As photographer Trevor Paglen has shown in his photographs of underwater internet cables, our digital world is physically limited and globally networked in much the same way as our oil lines are. In this, our code exists in time and space, not just at the level of subatomic particles in our silicon hardware, but in the all-too-often-unseen physicality of our digital experience. It existence is just hidden further from view. And however far abstracted we are from these mechanics of computing, it is essential to bear in mind the memories of those WRENS at Bletchley Park’s Hut 8 who manually worked the bombes that led to the state of computing today. In this, Satoshi’s code was built by hand, and on the back of other hands. The physicality of the process locates its creation in time and space in much the same way as the scribes and engravers of the historical documents of old.

Yet its physicality is only one way to locate the digital original. The code itself is original, not in its ingenuity, but in the raw composite of its compiled files. No two sets of code compiled through different computers are the same. As the philosopher Andrew Feenberg writes, “machines are comparable to texts because they too inscribe a story — a prescribed series of events which the user initiates and undergoes”. In the case of compiled code, this is only heightened. Uploaded by Satoshi, the compiled code is the closest thing we have to a digital fingerprint, a link — however much a tightrope walk — to Satoshi’s physical world. For compiled files are intrinsically unique, they bear the marks of their maker’s tools. The code as received by the world on the binary level reflects the precise compiler used by Satoshi, but not just this, Satoshi’s hardware and his system architecture. In this, v0.1.0 presents a form of computational handwriting — a graphological portrait.

The compiling of code also lends it other interesting properties. It is not just rendered inherently unique by the process of compiling it is also rendered historic. Source code only becomes source code after the fact. Compiling is running and running is executing. The form of the code, in binary or hexadecimal, therefore is a historical trace or output — a record of the buzz to take the term from Joselit again. Joselit in his reevaluation of Walter Benjamin’s aura goes further to suggest that instead of the object of old “witnessing history, [in the digital world] they constitute its very currency”. This currency is the act of movement, the electronic buzz of code-as-action. Its binary or hexadecimal output is the historical record of this process and presents an important distinction between Satoshi’s C++ code and the compiled code that lies at the heart of Portraits of a Mind — the distinction between the legible and executed states of code and the later inherently historic structure.

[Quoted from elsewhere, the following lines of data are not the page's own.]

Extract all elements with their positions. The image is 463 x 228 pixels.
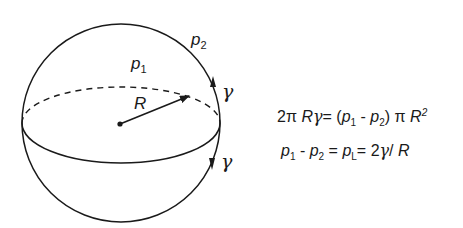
eq1-equals: = (323, 108, 332, 125)
eq1-exp: 2 (422, 107, 428, 118)
eq2-slash: / (389, 142, 398, 159)
equator-front (22, 123, 220, 163)
eq1-gamma: γ (313, 107, 323, 126)
label-p1: p1 (131, 55, 147, 75)
label-radius: R (134, 95, 146, 112)
label-p1-sub: 1 (140, 63, 146, 75)
eq2-pL: p (342, 142, 351, 159)
eq2-equals: = (324, 142, 342, 159)
equator-back-dashed (22, 87, 220, 123)
label-p2-sub: 2 (200, 39, 206, 51)
eq1-R: R (301, 108, 313, 125)
equation-laplace-pressure: p1 - p2 = pL= 2γ/ R (281, 143, 410, 162)
equation-force-balance: 2π Rγ= (p1 - p2) π R2 (277, 108, 427, 128)
eq1-R2: R (410, 108, 422, 125)
eq1-pi: π (390, 108, 410, 125)
label-gamma-bottom: γ (221, 152, 232, 171)
label-p2: p2 (191, 31, 207, 51)
eq2-equals-2: = 2 (357, 142, 380, 159)
eq2-minus: - (295, 142, 309, 159)
eq1-p2: p (370, 108, 379, 125)
eq1-coef: 2π (277, 108, 297, 125)
label-gamma-top: γ (222, 82, 233, 101)
eq2-p1: p (281, 142, 290, 159)
eq2-R: R (398, 142, 410, 159)
eq1-minus: - (356, 108, 370, 125)
radius-arrow (120, 96, 189, 124)
eq2-p2: p (310, 142, 319, 159)
eq2-gamma: γ (380, 141, 390, 160)
eq1-p1: p (342, 108, 351, 125)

This trace back from the code to Satoshi’s hardware can also be carried forward into the Genesis Block, and in doing so we can construct a literal trace through our code between Satoshi’s hardware and Block 1 (note the earliest versions of Bitcoin did not have a Block 0). Hardcoded into the software, the Genesis Block and its politicized text acts as the final bridge between Satoshi and Bitcoin today. It is here that future, present and past collide, chained together. A lineage in which all paths lead back to v0.1.0.